A big conundrum in cross-screen audience targeting is the need for cooperation across a multitude of potential partners even as the number of partners continues to multiply. And technology itself isn’t the white knight it was once thought of, judging from a panel discussion at the recent Beet.TV leadership forum.
The panel titled Making Identity a Reality in a Multi-Screen World brought together Matthew Krepsik, Nielsen’s Global Head of Analytics, Carol Hinnant, EVP of National Television Sales at Comscore and Bob Ivins, Chief Data Officer at NCC Media.
Moderator Matt Prohaska, CEO & Principle of Prohaska Consulting, kicked things off by asking about the much desired “leap forward” from household to individual person addressability.

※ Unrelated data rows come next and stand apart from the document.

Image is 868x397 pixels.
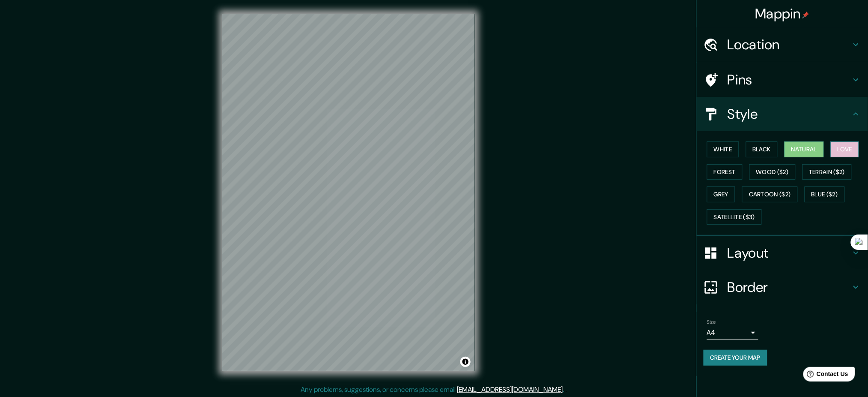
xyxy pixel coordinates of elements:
[707,186,735,202] button: Grey
[749,164,795,180] button: Wood ($2)
[566,384,567,394] div: .
[746,141,778,157] button: Black
[728,71,851,88] h4: Pins
[728,106,851,122] h4: Style
[802,164,852,180] button: Terrain ($2)
[728,278,851,296] h4: Border
[784,141,824,157] button: Natural
[696,97,868,131] div: Style
[707,326,758,339] div: A4
[696,62,868,97] div: Pins
[564,384,566,394] div: .
[707,141,739,157] button: White
[728,244,851,261] h4: Layout
[707,318,716,326] label: Size
[457,385,563,394] a: [EMAIL_ADDRESS][DOMAIN_NAME]
[742,186,798,202] button: Cartoon ($2)
[707,164,742,180] button: Forest
[792,363,858,387] iframe: Help widget launcher
[707,209,761,225] button: Satellite ($3)
[755,5,810,23] h4: Mappin
[696,270,868,304] div: Border
[222,14,475,371] canvas: Map
[831,141,858,157] button: Love
[696,236,868,270] div: Layout
[728,36,851,53] h4: Location
[802,11,809,18] img: pin-icon.png
[696,28,868,62] div: Location
[805,186,845,202] button: Blue ($2)
[301,384,564,394] p: Any problems, suggestions, or concerns please email .
[703,349,768,366] button: Create your map
[460,356,470,367] button: Toggle attribution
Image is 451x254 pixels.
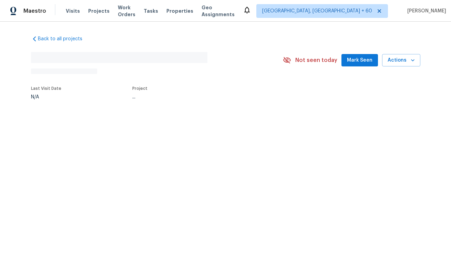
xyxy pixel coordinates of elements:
[88,8,110,14] span: Projects
[118,4,136,18] span: Work Orders
[144,9,158,13] span: Tasks
[31,87,61,91] span: Last Visit Date
[132,87,148,91] span: Project
[342,54,378,67] button: Mark Seen
[202,4,235,18] span: Geo Assignments
[382,54,421,67] button: Actions
[347,56,373,65] span: Mark Seen
[405,8,447,14] span: [PERSON_NAME]
[23,8,46,14] span: Maestro
[167,8,193,14] span: Properties
[132,95,265,100] div: ...
[262,8,372,14] span: [GEOGRAPHIC_DATA], [GEOGRAPHIC_DATA] + 60
[66,8,80,14] span: Visits
[296,57,338,64] span: Not seen today
[31,36,97,42] a: Back to all projects
[31,95,61,100] div: N/A
[388,56,415,65] span: Actions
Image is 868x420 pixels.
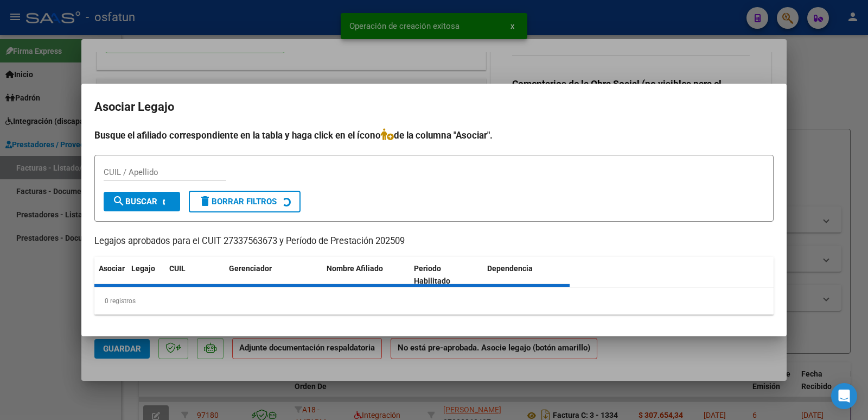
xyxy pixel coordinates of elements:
[104,192,180,211] button: Buscar
[165,257,225,293] datatable-header-cell: CUIL
[95,97,773,117] h2: Asociar Legajo
[169,264,186,273] span: CUIL
[112,197,157,206] span: Buscar
[198,194,212,208] mat-icon: delete
[95,287,773,314] div: 0 registros
[410,257,483,293] datatable-header-cell: Periodo Habilitado
[229,264,272,273] span: Gerenciador
[95,257,127,293] datatable-header-cell: Asociar
[831,383,857,409] div: Open Intercom Messenger
[225,257,322,293] datatable-header-cell: Gerenciador
[95,128,773,142] h4: Busque el afiliado correspondiente en la tabla y haga click en el ícono de la columna "Asociar".
[198,197,277,206] span: Borrar Filtros
[189,191,301,212] button: Borrar Filtros
[127,257,165,293] datatable-header-cell: Legajo
[322,257,410,293] datatable-header-cell: Nombre Afiliado
[327,264,383,273] span: Nombre Afiliado
[414,264,450,285] span: Periodo Habilitado
[112,194,125,208] mat-icon: search
[487,264,533,273] span: Dependencia
[483,257,570,293] datatable-header-cell: Dependencia
[95,235,773,248] p: Legajos aprobados para el CUIT 27337563673 y Período de Prestación 202509
[131,264,155,273] span: Legajo
[99,264,125,273] span: Asociar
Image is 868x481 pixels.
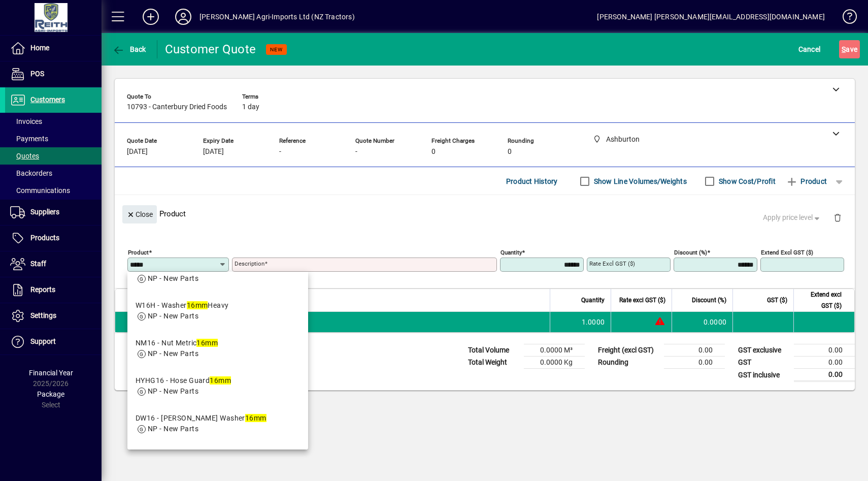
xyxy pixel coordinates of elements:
span: Staff [30,260,46,268]
a: Knowledge Base [835,2,855,35]
td: 0.00 [664,344,725,356]
a: Settings [5,303,102,329]
app-page-header-button: Close [120,209,159,219]
td: Rounding [593,356,664,368]
a: Invoices [5,113,102,130]
span: NP - New Parts [148,387,198,395]
mat-label: Discount (%) [674,249,707,256]
mat-option: HYHG16 - Hose Guard 16mm [127,367,308,405]
span: [DATE] [203,148,224,156]
span: NP - New Parts [148,274,198,282]
span: Cancel [799,41,821,57]
td: Freight (excl GST) [593,344,664,356]
div: DW16 - [PERSON_NAME] Washer [136,413,266,424]
em: 16mm [210,376,231,385]
span: Rate excl GST ($) [619,295,666,306]
span: [DATE] [127,148,148,156]
span: NP - New Parts [148,349,198,358]
div: NM16 - Nut Metric [136,338,218,348]
a: Quotes [5,147,102,165]
div: Customer Quote [165,41,256,57]
td: 0.0000 Kg [524,356,585,368]
td: GST exclusive [733,344,794,356]
span: 1.0000 [582,317,605,327]
span: 0 [508,148,512,156]
div: [PERSON_NAME] Agri-Imports Ltd (NZ Tractors) [200,9,355,25]
span: Backorders [10,169,53,177]
td: 0.00 [664,356,725,368]
td: 0.00 [794,368,855,381]
span: 1 day [242,103,260,111]
button: Close [122,205,157,223]
span: Back [112,45,146,53]
em: 16mm [196,339,218,347]
mat-option: DW16 - Dowty Washer 16mm [127,405,308,443]
span: Discount (%) [692,295,726,306]
button: Delete [826,205,850,229]
mat-label: Rate excl GST ($) [589,260,635,267]
button: Cancel [796,40,823,59]
span: NP - New Parts [148,424,198,432]
mat-option: W16H - Washer 16mm Heavy [127,292,308,329]
div: [PERSON_NAME] [PERSON_NAME][EMAIL_ADDRESS][DOMAIN_NAME] [597,9,825,25]
span: Suppliers [30,208,59,216]
a: Products [5,225,102,251]
mat-option: W16N - Washer 16mm Nordlock [127,254,308,292]
span: 0 [432,148,436,156]
td: 0.00 [794,356,855,368]
app-page-header-button: Back [102,40,157,59]
span: Home [30,44,49,52]
a: Suppliers [5,200,102,225]
mat-label: Product [128,249,149,256]
em: 16mm [187,301,208,309]
a: Staff [5,252,102,277]
span: NEW [270,46,283,53]
td: 0.0000 [672,312,732,332]
span: Product History [506,173,558,190]
label: Show Line Volumes/Weights [592,176,687,186]
span: Products [30,233,59,242]
button: Back [110,40,149,59]
a: Home [5,36,102,61]
span: - [355,148,357,156]
div: W16H - Washer Heavy [136,300,229,311]
mat-option: NM16 - Nut Metric 16mm [127,329,308,367]
app-page-header-button: Delete [826,213,850,222]
mat-label: Extend excl GST ($) [761,249,813,256]
mat-label: Quantity [500,249,522,256]
button: Apply price level [759,208,826,227]
button: Add [134,7,167,26]
td: 0.0000 M³ [524,344,585,356]
a: Support [5,329,102,354]
a: Backorders [5,165,102,181]
td: GST [733,356,794,368]
span: Settings [30,311,57,319]
span: Apply price level [763,213,822,223]
span: Extend excl GST ($) [800,289,842,311]
span: NP - New Parts [148,312,198,320]
span: Quotes [10,152,39,160]
span: Customers [30,96,65,104]
span: Financial Year [29,368,73,376]
span: Payments [10,134,49,143]
button: Save [839,40,860,59]
td: GST inclusive [733,368,794,381]
a: Reports [5,277,102,303]
span: Communications [10,186,70,194]
label: Show Cost/Profit [717,176,776,186]
span: S [842,45,846,53]
em: 16mm [245,414,266,422]
a: Payments [5,130,102,147]
span: Invoices [10,117,42,125]
mat-option: GP050 - Towing Tongue 16mm [127,443,308,480]
span: Reports [30,285,55,293]
div: HYHG16 - Hose Guard [136,375,231,386]
button: Profile [167,7,200,26]
mat-label: Description [235,260,264,267]
span: Quantity [581,295,604,306]
td: Total Volume [463,344,524,356]
span: ave [842,41,857,57]
span: Close [126,206,153,223]
span: 10793 - Canterbury Dried Foods [127,103,227,111]
span: GST ($) [767,295,787,306]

“I think we’re still in the early days of that as an industry,” said Krepsik, who believes the quest for a curated, omni-channel experience rests on “insuring that we have that common view of an individual person, regardless the screen or the device that they’re watching content on.”

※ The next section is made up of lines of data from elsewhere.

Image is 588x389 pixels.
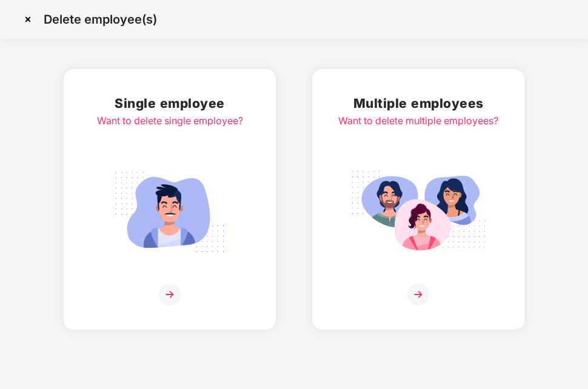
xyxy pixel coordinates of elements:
h2: Single employee [97,93,243,113]
img: svg+xml;base64,PHN2ZyBpZD0iQ3Jvc3MtMzJ4MzIiIHhtbG5zPSJodHRwOi8vd3d3LnczLm9yZy8yMDAwL3N2ZyIgd2lkdG... [18,10,38,29]
img: svg+xml;base64,PHN2ZyB4bWxucz0iaHR0cDovL3d3dy53My5vcmcvMjAwMC9zdmciIGlkPSJNdWx0aXBsZV9lbXBsb3llZS... [350,165,486,260]
p: Delete employee(s) [44,12,157,27]
h2: Multiple employees [338,93,498,113]
div: Want to delete single employee? [97,113,243,129]
img: svg+xml;base64,PHN2ZyB4bWxucz0iaHR0cDovL3d3dy53My5vcmcvMjAwMC9zdmciIGlkPSJTaW5nbGVfZW1wbG95ZWUiIH... [102,165,238,260]
div: Want to delete multiple employees? [338,113,498,129]
img: svg+xml;base64,PHN2ZyB4bWxucz0iaHR0cDovL3d3dy53My5vcmcvMjAwMC9zdmciIHdpZHRoPSIzNiIgaGVpZ2h0PSIzNi... [407,284,429,306]
img: svg+xml;base64,PHN2ZyB4bWxucz0iaHR0cDovL3d3dy53My5vcmcvMjAwMC9zdmciIHdpZHRoPSIzNiIgaGVpZ2h0PSIzNi... [159,284,181,306]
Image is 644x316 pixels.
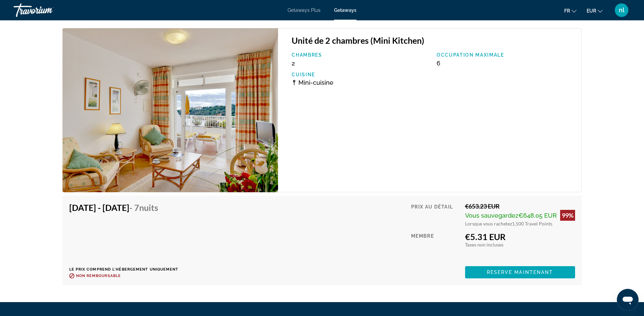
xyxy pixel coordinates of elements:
div: 99% [560,210,575,221]
div: Membre [411,232,460,261]
iframe: Bouton de lancement de la fenêtre de messagerie [617,289,639,311]
p: Le prix comprend l'hébergement uniquement [69,267,179,271]
span: 6 [437,60,441,67]
span: fr [564,8,570,13]
p: Cuisine [292,72,430,77]
button: Reserve maintenant [465,266,575,278]
img: Muthu Clube Praia Da Oura [62,28,278,192]
div: €653.23 EUR [465,202,575,210]
span: Non remboursable [76,274,121,278]
button: Change language [564,6,576,16]
div: Prix au détail [411,202,460,227]
span: 2 [292,60,295,67]
a: Travorium [13,1,81,19]
h4: [DATE] - [DATE] [69,202,174,213]
span: nl [619,7,625,13]
p: Occupation maximale [437,52,575,57]
p: Chambres [292,52,430,57]
span: €648.05 EUR [518,212,557,219]
span: Reserve maintenant [487,270,554,275]
span: Taxes non incluses [465,242,503,248]
div: €5.31 EUR [465,232,575,242]
a: Getaways [334,7,357,13]
span: Vous sauvegardez [465,212,518,219]
span: Mini-cuisine [299,79,333,86]
span: - 7 [129,202,158,213]
h3: Unité de 2 chambres (Mini Kitchen) [292,35,574,45]
span: 1,500 Travel Points [512,221,552,227]
a: Getaways Plus [288,7,321,13]
span: EUR [587,8,596,13]
button: User Menu [613,3,631,17]
span: nuits [139,202,158,213]
button: Change currency [587,6,603,16]
span: Lorsque vous rachetez [465,221,512,227]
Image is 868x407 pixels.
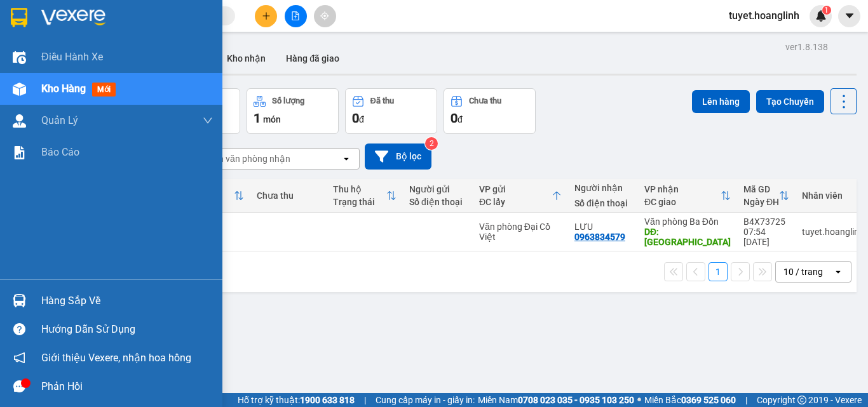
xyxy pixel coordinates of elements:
div: Văn phòng Đại Cồ Việt [479,222,562,242]
div: ver 1.8.138 [785,40,828,54]
button: Hàng đã giao [275,44,349,74]
img: warehouse-icon [12,294,26,307]
div: Số lượng [272,96,304,106]
span: copyright [797,396,806,405]
span: Miền Bắc [644,394,736,407]
div: Phản hồi [41,377,213,397]
button: Lên hàng [691,90,750,113]
span: Kho hàng [41,82,86,95]
span: ⚪️ [637,398,641,403]
div: Ngày ĐH [743,197,779,207]
sup: 1 [822,5,831,15]
div: Trạng thái [333,197,387,207]
div: VP nhận [644,184,720,195]
button: Tạo Chuyến [756,90,824,113]
span: 0 [352,111,359,126]
div: ĐC lấy [479,197,551,207]
img: warehouse-icon [12,114,26,128]
button: plus [254,5,277,27]
div: LƯU [574,222,632,232]
button: aim [313,5,336,27]
span: file-add [291,12,299,20]
span: down [203,116,213,126]
th: Toggle SortBy [473,179,568,213]
span: Hỗ trợ kỹ thuật: [237,394,355,407]
div: Nhân viên [802,191,864,201]
span: | [364,394,366,407]
span: Quản Lý [41,113,78,128]
div: tuyet.hoanglinh [802,227,864,237]
h2: B4X73725 [7,74,102,95]
button: Số lượng1món [247,89,338,134]
span: question-circle [13,324,26,335]
svg: open [833,267,843,277]
span: Điều hành xe [41,49,103,65]
div: Hàng sắp về [41,292,213,311]
span: message [13,381,26,393]
button: caret-down [838,5,860,27]
button: file-add [285,5,306,27]
span: caret-down [844,10,855,22]
span: đ [457,114,463,125]
div: Số điện thoại [574,198,632,209]
div: Mã GD [743,184,779,195]
div: B4X73725 [743,216,789,227]
div: ĐC giao [644,197,720,207]
span: | [745,394,747,407]
div: Người gửi [409,184,466,195]
span: Miền Nam [478,394,634,407]
div: Người nhận [574,183,632,193]
div: 10 / trang [783,265,823,279]
th: Toggle SortBy [737,179,795,213]
span: 0 [450,111,457,126]
img: icon-new-feature [815,10,826,22]
div: Văn phòng Ba Đồn [644,216,730,227]
span: aim [320,12,329,20]
span: plus [261,12,271,20]
th: Toggle SortBy [327,179,403,213]
strong: 0708 023 035 - 0935 103 250 [518,395,634,405]
div: 0963834579 [574,232,625,242]
span: 1 [254,111,261,126]
span: Giới thiệu Vexere, nhận hoa hồng [41,350,191,366]
button: Chưa thu0đ [443,89,535,134]
div: Đã thu [370,96,394,106]
span: Báo cáo [41,144,79,160]
img: logo-vxr [11,9,27,27]
sup: 2 [425,137,438,150]
button: Bộ lọc [365,144,432,170]
div: Chọn văn phòng nhận [203,153,290,165]
svg: open [341,154,352,164]
span: món [263,114,281,125]
span: notification [13,352,26,364]
img: solution-icon [12,146,26,160]
span: mới [92,82,116,96]
img: warehouse-icon [12,82,26,96]
strong: 1900 633 818 [299,395,355,405]
strong: 0369 525 060 [681,395,736,405]
th: Toggle SortBy [638,179,737,213]
span: tuyet.hoanglinh [719,8,809,23]
img: warehouse-icon [12,51,26,64]
span: đ [359,114,364,125]
button: Kho nhận [216,44,275,74]
button: 1 [709,262,727,282]
h1: Giao dọc đường [67,74,234,161]
div: Hướng dẫn sử dụng [41,321,213,339]
div: Chưa thu [469,96,501,106]
span: Cung cấp máy in - giấy in: [376,394,474,407]
span: 1 [824,5,828,15]
div: 07:54 [DATE] [743,227,789,247]
b: [PERSON_NAME] [77,30,214,51]
div: Thu hộ [333,184,387,195]
button: Đã thu0đ [345,89,437,134]
div: Chưa thu [257,191,320,201]
div: DĐ: CẦU CHÂU HÓA [644,227,730,247]
div: Số điện thoại [409,197,466,207]
div: VP gửi [479,184,551,195]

No one seems to think that’s on the immediate horizon. Hinnant touted the actionable nature of household data, saying, “We’ve had great progress with it. I think it does come to scale at that point.” When used at scale, “it actually proves to have better results.”
Asked to quantify where the industry stands on achieving true one-to-one targeting and suggest a wish list of improvements, Ivins said that while for TV advertising spending “flat is the new up,” digital has been going up for 25 years.
“We should have seen it coming. What were we thinking? I think the industry is now woken up to that,” Ivins said. “All the media owners, they have the reach,” but that alone isn’t not enough.
“NBC can reach almost any household in the country if they wanted to because of their portfolio of products, but they don’t have the first-party relationships or some of technology. And the distributors have the technology and first-party relationships but they don’t have the reach,” Ivins added.
“TV as a platform, we have to get there,” said Hinnant. “We’ve got to stop the silos that are merging and I get that data privacy is an issue on that. But if we can come together as a platform, then we could actually compete.”
Five years ago, technology was a common barrier to advancement, according to Krepsit. Now cooperation is a bigger hurdle.
“The hardware manufacturers are beginning to play a bigger and bigger role in this ecosystem as well,” he said. “So it’s moving beyond the set-top box and actually moving to the actual devices. I think it’s only going to get more complicated.”
This video was produced in New York City at Identity in Focus: Understanding the Cross-Screen Consumer in a Fragmented World, a Beet.TV Leadership Forum, presented by 4INFO and hosted by Viacom. For more videos from the series, please visit this page.